Wonder: Where to start?

When I was about seven years old, my father bought me a ticket for a piano concert in the big city an hour from our home.  In a satiny dress and white tights, I sat in the concert hall holding my own ticket in my hand, in my own seat so big my little legs stuck out straight and barely held down the spring-up chair.  Far ahead on a podium a woman in a majestic red dress sent sounds shooting up like fireworks from glossy grand piano.  I neither understood nor recognized the music, but I knew the feeling of wonder.

Wonder doesn’t need to know all the names and history of the music, it knows that the music is good.

Wonder is seeking the mystery in streetlights, bicycle gears, paintings, and flush toilets.

Wonder feels like a cup of hot chocolate warming your insides.

Wonder is quivering after movie theater lights come on.

Wonder is seeing all the pinpoint stars of days, weeks, and years of experiences line up like a constellation, and not having to ask if it’s just your imagination.

Wonder, above all, is not having to ask if it’s by chance.

Wonder is believing that none of this is ever by chance.

Maybe you feel inexperienced at this thing called wonder.  Your years in the adult world of college exams, 50-hour workweeks, and keeping the carpet clean have choked out your ability to stop and see the world of magic beneath the surface of what we see.

Don’t worry.  This is not another guilt trip to add to your already long unfinished to-do list.  You don’t have to go to a concert, or read another book, or hold another meeting to add wonder to your life.

Anyone can do this.

When my daughter was tiny, one warm night I took her outside to see if that would shock her out of a fit of wailing.  I held her in my arms, her head straight out in front of me with her face pointed toward the sky.  Her crying stopped, and her angry body relaxed.

In the semidarkness her eyes opened just as wide as they could.  She stared intently up into the treetops.  What a work of art the world must have seemed to those baby eyes: the foggy greens and yellows with that bright blue above and the shining white moon.  She searched left and right, viewing the things we name without thinking—trees, stars, moon, clouds.

Looking at a starry sky does the same thing to me.  It’s one of many ways to shock ourselves out of worry fits and into wonder.

It’s not hard to find moments to wonder.  You could:

Brush your teeth outside.

Linger in the street as you take out the trash

Take a night walk instead of watching television

Turn the radio off on your way to work and notice the landscape

Spend an hour in the library reading on new topics

Ask someone to tell you their life story

Or try on Advent.  Try spending this month creatively focusing on the wonder of waiting for the incarnation of God.  If that isn’t wonderful, I don’t know what is.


PROBLEM DESCRIPTION:
Reproduce, word for word, every line starting at the line that contains "The height and width of the screenshot is (665, 1333)." and ending with the final line of the entries.

RECORDS TO USE:
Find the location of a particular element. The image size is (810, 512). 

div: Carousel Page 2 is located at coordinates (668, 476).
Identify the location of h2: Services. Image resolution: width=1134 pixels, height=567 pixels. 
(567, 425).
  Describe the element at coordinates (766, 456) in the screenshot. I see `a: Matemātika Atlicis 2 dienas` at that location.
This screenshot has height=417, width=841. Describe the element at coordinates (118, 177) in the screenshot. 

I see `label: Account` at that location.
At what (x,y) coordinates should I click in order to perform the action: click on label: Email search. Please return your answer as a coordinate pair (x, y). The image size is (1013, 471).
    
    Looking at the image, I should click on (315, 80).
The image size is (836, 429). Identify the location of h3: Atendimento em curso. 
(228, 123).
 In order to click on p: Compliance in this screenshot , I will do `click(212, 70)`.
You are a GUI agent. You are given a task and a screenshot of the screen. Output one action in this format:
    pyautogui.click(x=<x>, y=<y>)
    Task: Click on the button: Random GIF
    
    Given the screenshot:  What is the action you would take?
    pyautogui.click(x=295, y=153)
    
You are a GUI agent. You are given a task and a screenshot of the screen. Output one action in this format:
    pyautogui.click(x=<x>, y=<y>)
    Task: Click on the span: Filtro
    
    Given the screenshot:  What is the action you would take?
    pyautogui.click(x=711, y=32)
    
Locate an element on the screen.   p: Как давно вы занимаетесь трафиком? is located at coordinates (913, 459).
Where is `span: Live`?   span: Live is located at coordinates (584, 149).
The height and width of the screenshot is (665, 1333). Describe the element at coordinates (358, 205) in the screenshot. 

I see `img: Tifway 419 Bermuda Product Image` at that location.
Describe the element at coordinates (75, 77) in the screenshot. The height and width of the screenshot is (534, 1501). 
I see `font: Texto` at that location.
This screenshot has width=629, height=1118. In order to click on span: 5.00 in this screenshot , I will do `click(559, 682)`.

EXPECTED ANSWER:
The height and width of the screenshot is (665, 1333). Describe the element at coordinates (358, 205) in the screenshot. 

I see `img: Tifway 419 Bermuda Product Image` at that location.
Describe the element at coordinates (75, 77) in the screenshot. The height and width of the screenshot is (534, 1501). 
I see `font: Texto` at that location.
This screenshot has width=629, height=1118. In order to click on span: 5.00 in this screenshot , I will do `click(559, 682)`.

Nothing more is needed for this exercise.